Frequently Asked Questions

What is the best solitaire game for beginners? FreeCell is the best solitaire game for beginners who want to improve quickly — its complete information and near-universal solvability mean that every loss is a direct learning opportunity rather than a possible deal loss. TriPeaks is the best for beginners who want immediate satisfaction and high win rates without analytical depth — its chain mechanic produces wins in 75–85% of games and sessions resolve in 3–8 minutes. Klondike Turn 1 is the right starting point for beginners who want to learn the most widely known patience game specifically — but it is not the most accessible game for newcomers who have no preference attachment to Klondike's rule set. Which solitaire game is easiest to win? FreeCell at 80–90% win rate with strategic play is the easiest mainstream game to win consistently. The specific reason: approximately 99.999% of all FreeCell deals are mathematically solvable, which means the win rate ceiling is extremely high and the only significant barrier to reaching it is strategy quality rather than deal luck. TriPeaks follows at 75–85%, driven by a chain mechanic that resolves most of the tableau quickly on cooperative deals. For the complete win rate table across all mainstream variants and the mathematical models behind the estimates, see our solitaire probability guide . Can every solitaire game be solved with the right approach? No. Every solitaire variant has a proportion of mathematically unwinnable deals — card arrangements where no legal sequence of moves leads to the win condition. This proportion ranges from negligibly small (FreeCell: under 0.001% of deals unwinnable) to majority (Forty Thieves: 40–60% unwinnable). The practical consequence for the variant finder is that games with high unwinnable rates are not suitable for players whose primary motivation is winning — not because those players lack skill, but because the structural properties of those games guarantee a high baseline loss rate that no strategy can eliminate. Games whose win rate ceilings make them suitable for players motivated by winning are FreeCell, TriPeaks, Spider 1-Suit, and Pyramid in standard online implementation. Games whose win rates make them suitable for players motivated by challenge are Forty Thieves, Spider 4-Suit, and Klondike Turn 3.

FAQ

What are the key differences between Klondike and FreeCell solitaire?

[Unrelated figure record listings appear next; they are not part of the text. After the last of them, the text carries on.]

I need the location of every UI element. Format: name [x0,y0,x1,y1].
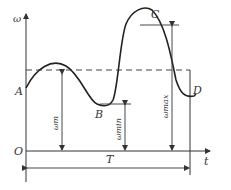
origin-label: O [14,145,23,158]
period-label: T [106,153,115,166]
omega-m-label: ωm [51,115,60,130]
point-d-label: D [192,84,202,97]
omega-min-label: ωmin [114,118,123,140]
x-axis-label: t [204,155,209,168]
omega-max-label: ωmax [161,94,170,118]
point-c-label: C [151,8,160,21]
velocity-curve [26,8,196,106]
point-b-label: B [94,108,103,121]
y-axis-label: ω [13,13,21,24]
point-a-label: A [14,85,23,98]
velocity-diagram: ω t O A B C D T ωm ωmin ωmax [0,0,231,190]
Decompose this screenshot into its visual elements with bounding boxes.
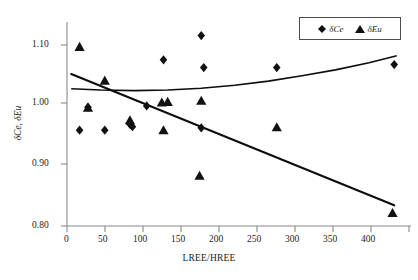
data-point-triangle	[163, 97, 173, 106]
data-point-diamond	[200, 63, 208, 72]
x-tick-label-0: 0	[64, 234, 69, 244]
legend-label-deu: δEu	[368, 24, 382, 34]
trendline-deu	[71, 74, 394, 205]
data-point-triangle	[100, 76, 110, 85]
x-axis-title: LREE/HREE	[0, 253, 418, 263]
x-tick-label-50: 50	[98, 234, 108, 244]
y-tick-label-090: 0.90	[32, 158, 49, 168]
data-point-triangle	[387, 208, 397, 217]
x-axis-ticks	[67, 226, 409, 232]
x-tick-label-250: 250	[247, 234, 261, 244]
y-tick-label-110: 1.10	[32, 39, 49, 49]
data-point-diamond	[197, 31, 205, 40]
data-points-deu	[74, 42, 397, 217]
data-point-diamond	[76, 126, 84, 135]
data-point-diamond	[197, 123, 205, 132]
data-point-triangle	[158, 125, 168, 134]
data-point-triangle	[272, 122, 282, 131]
data-point-diamond	[101, 126, 109, 135]
data-point-diamond	[160, 55, 168, 64]
x-tick-label-400: 400	[361, 234, 375, 244]
x-tick-label-350: 350	[323, 234, 337, 244]
x-tick-label-100: 100	[133, 234, 147, 244]
y-axis-title-text: δCe, δEu	[13, 106, 23, 141]
diamond-marker-icon	[318, 21, 326, 29]
x-tick-label-200: 200	[209, 234, 223, 244]
trendline-dce	[71, 56, 397, 91]
data-point-triangle	[196, 96, 206, 105]
data-point-triangle	[194, 171, 204, 180]
legend-item-deu[interactable]: δEu	[355, 24, 382, 34]
data-point-triangle	[74, 42, 84, 51]
legend-item-dce[interactable]: δCe	[318, 24, 343, 34]
axis-lines	[67, 22, 411, 226]
data-points-dce	[76, 31, 398, 135]
y-axis-ticks	[61, 45, 67, 226]
chart-figure: 1.10 1.00 0.90 0.80 0 50 100 150 200 250…	[0, 0, 418, 280]
data-point-diamond	[390, 60, 398, 69]
triangle-marker-icon	[355, 25, 365, 33]
data-point-diamond	[273, 63, 281, 72]
chart-legend: δCe δEu	[299, 17, 401, 40]
legend-label-dce: δCe	[329, 24, 343, 34]
y-tick-label-100: 1.00	[32, 97, 49, 107]
y-axis-title: δCe, δEu	[13, 75, 23, 171]
data-point-triangle	[125, 115, 135, 124]
y-tick-label-080: 0.80	[32, 220, 49, 230]
x-tick-label-300: 300	[285, 234, 299, 244]
x-tick-label-150: 150	[171, 234, 185, 244]
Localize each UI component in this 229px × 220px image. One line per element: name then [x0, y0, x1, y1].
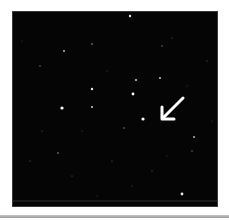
- star: [22, 41, 23, 42]
- star: [123, 127, 125, 129]
- star: [91, 106, 93, 108]
- star: [111, 160, 112, 161]
- star: [171, 37, 172, 38]
- star: [181, 193, 184, 196]
- star: [41, 130, 42, 131]
- star: [57, 152, 59, 154]
- star: [97, 196, 98, 197]
- star: [161, 45, 162, 46]
- star: [187, 86, 188, 87]
- star: [82, 131, 83, 132]
- star: [91, 88, 93, 90]
- star: [167, 156, 168, 157]
- star: [135, 79, 137, 81]
- star: [39, 65, 40, 66]
- star: [132, 186, 133, 187]
- star: [212, 121, 213, 122]
- star: [29, 160, 30, 161]
- star: [191, 150, 192, 151]
- bottom-divider: [0, 215, 229, 218]
- star-field-overlay: [12, 11, 218, 207]
- star: [151, 170, 152, 171]
- star: [141, 117, 144, 120]
- star: [91, 43, 93, 45]
- star: [63, 50, 65, 52]
- star: [60, 106, 63, 109]
- star: [193, 136, 195, 138]
- arrow-down-left-icon: [162, 98, 183, 119]
- star: [159, 77, 161, 79]
- star: [129, 15, 131, 17]
- star: [132, 93, 135, 96]
- star: [71, 175, 72, 176]
- star: [107, 71, 108, 72]
- star: [206, 60, 207, 61]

Klondike and FreeCell are both popular solitaire variants, but they differ significantly in gameplay and strategy. In Klondike, cards are dealt into seven tableau piles, and players can only move one card at a time. The objective is to build four foundation piles from Ace to King. In contrast, FreeCell deals all cards face-up into eight tableau piles, allowing players to move any card at any time, provided they have enough empty tableau spaces. This makes FreeCell more strategic, as players can plan moves more freely. If you prefer a game that requires more foresight and planning, FreeCell might be the better choice.

How can I determine which solitaire variant suits my playing style?

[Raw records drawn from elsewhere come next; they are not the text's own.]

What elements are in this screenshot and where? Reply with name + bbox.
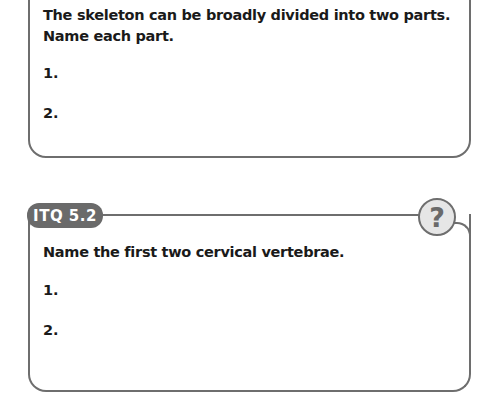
- question-text: The skeleton can be broadly divided into…: [43, 5, 458, 47]
- question-text: Name the first two cervical vertebrae.: [43, 242, 458, 263]
- answer-line-1[interactable]: 1.: [43, 65, 59, 81]
- answer-line-1[interactable]: 1.: [43, 282, 59, 298]
- header-divider: [100, 214, 420, 216]
- answer-line-2[interactable]: 2.: [43, 322, 59, 338]
- itq-card-1: The skeleton can be broadly divided into…: [28, 0, 471, 158]
- question-mark-icon: ?: [418, 198, 456, 236]
- answer-line-2[interactable]: 2.: [43, 105, 59, 121]
- itq-label: ITQ 5.2: [27, 203, 103, 228]
- itq-card-2: Name the first two cervical vertebrae. 1…: [28, 214, 471, 392]
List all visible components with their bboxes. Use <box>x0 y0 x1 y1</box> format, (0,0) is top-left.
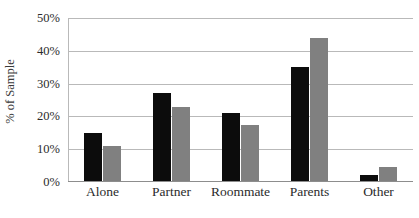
x-tick-label: Partner <box>152 184 191 200</box>
x-tick-label: Parents <box>290 184 330 200</box>
x-tick-label: Alone <box>86 184 119 200</box>
x-tick-label: Roommate <box>211 184 270 200</box>
bar-group <box>360 18 397 182</box>
chart-figure: % of Sample 0%10%20%30%40%50% AlonePartn… <box>0 0 419 218</box>
bar <box>291 67 309 182</box>
y-tick-label: 10% <box>37 142 60 157</box>
y-tick-label: 40% <box>37 43 60 58</box>
bars-layer <box>68 18 413 182</box>
y-tick-label: 30% <box>37 76 60 91</box>
bar <box>103 146 121 182</box>
bar <box>241 125 259 182</box>
y-axis-title-text: % of Sample <box>3 59 18 124</box>
y-tick-label: 0% <box>43 175 60 190</box>
y-tick-label: 20% <box>37 109 60 124</box>
bar <box>84 133 102 182</box>
bar <box>379 167 397 182</box>
bar <box>172 107 190 182</box>
y-axis-title: % of Sample <box>0 0 20 182</box>
bar <box>153 93 171 182</box>
y-tick-label: 50% <box>37 11 60 26</box>
bar-group <box>291 18 328 182</box>
x-axis-line <box>68 181 413 182</box>
bar-group <box>153 18 190 182</box>
y-axis-tick-labels: 0%10%20%30%40%50% <box>18 0 64 182</box>
x-axis-tick-labels: AlonePartnerRoommateParentsOther <box>68 184 413 210</box>
plot-area <box>68 18 413 182</box>
bar-group <box>222 18 259 182</box>
bar <box>310 38 328 182</box>
x-tick-label: Other <box>363 184 394 200</box>
bar <box>222 113 240 182</box>
bar-group <box>84 18 121 182</box>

To find the right solitaire variant for your playing style, consider your preferences for strategy, complexity, and time commitment. Start by assessing how much time you want to spend on a game; simpler variants like Klondike are quicker, while games like Spider can take longer. Think about whether you enjoy strategic planning or prefer a more luck-based approach. For instance, if you like managing multiple stacks and complex moves, Spider might appeal to you. Use the 'Solitaire Variant Finder' in the guide to match your preferences with specific games, helping you make an informed decision.

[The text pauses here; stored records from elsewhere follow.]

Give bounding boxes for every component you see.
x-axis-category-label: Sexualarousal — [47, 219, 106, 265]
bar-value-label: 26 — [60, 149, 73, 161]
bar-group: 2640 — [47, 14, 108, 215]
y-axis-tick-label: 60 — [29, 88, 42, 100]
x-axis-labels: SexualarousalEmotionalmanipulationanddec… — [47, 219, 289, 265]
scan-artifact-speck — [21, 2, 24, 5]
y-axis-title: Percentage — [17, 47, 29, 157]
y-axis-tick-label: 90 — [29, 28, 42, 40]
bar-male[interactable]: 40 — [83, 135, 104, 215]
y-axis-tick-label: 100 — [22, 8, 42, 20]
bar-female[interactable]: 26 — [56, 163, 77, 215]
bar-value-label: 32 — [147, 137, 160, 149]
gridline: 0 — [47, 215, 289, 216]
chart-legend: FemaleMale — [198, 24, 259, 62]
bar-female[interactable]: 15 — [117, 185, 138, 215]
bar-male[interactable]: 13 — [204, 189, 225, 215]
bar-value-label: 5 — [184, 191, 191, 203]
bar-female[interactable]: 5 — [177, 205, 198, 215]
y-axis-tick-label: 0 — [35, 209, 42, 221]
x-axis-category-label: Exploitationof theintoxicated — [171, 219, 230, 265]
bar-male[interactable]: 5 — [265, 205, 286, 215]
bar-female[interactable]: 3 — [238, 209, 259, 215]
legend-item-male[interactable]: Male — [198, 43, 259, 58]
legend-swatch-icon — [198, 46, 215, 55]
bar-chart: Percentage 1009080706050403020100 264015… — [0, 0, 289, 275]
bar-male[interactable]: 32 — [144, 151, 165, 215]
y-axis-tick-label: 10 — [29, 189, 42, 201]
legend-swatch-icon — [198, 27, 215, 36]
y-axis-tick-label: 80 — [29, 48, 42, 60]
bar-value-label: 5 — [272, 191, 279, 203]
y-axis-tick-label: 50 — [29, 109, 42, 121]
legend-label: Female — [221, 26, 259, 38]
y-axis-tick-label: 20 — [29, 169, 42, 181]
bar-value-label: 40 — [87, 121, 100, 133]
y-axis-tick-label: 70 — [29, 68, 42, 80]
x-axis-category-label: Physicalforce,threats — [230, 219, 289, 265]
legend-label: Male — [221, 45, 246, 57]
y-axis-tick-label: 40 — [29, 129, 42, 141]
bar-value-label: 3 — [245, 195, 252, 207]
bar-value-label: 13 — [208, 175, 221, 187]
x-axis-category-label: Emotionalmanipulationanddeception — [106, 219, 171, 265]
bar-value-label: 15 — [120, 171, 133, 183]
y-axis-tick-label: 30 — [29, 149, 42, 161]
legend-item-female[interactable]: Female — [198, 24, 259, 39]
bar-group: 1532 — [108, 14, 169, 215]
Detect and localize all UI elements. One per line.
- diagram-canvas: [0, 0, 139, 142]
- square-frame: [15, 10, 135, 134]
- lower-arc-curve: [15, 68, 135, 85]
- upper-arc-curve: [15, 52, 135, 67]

Where can I play different solitaire variants online?

You can find a variety of solitaire variants online through dedicated gaming websites and apps. Popular platforms like Solitaire.com and Microsoft Solitaire Collection offer Klondike, FreeCell, and Spider among others. For more unique variants, websites like CardGames.io and Solitaired provide a broader selection, including Pyramid and TriPeaks. Additionally, many mobile apps available on iOS and Android feature multiple solitaire games, allowing you to play on the go. Always check user reviews and ratings to ensure a good gaming experience, and look for sites that offer tutorials if you're trying a new variant.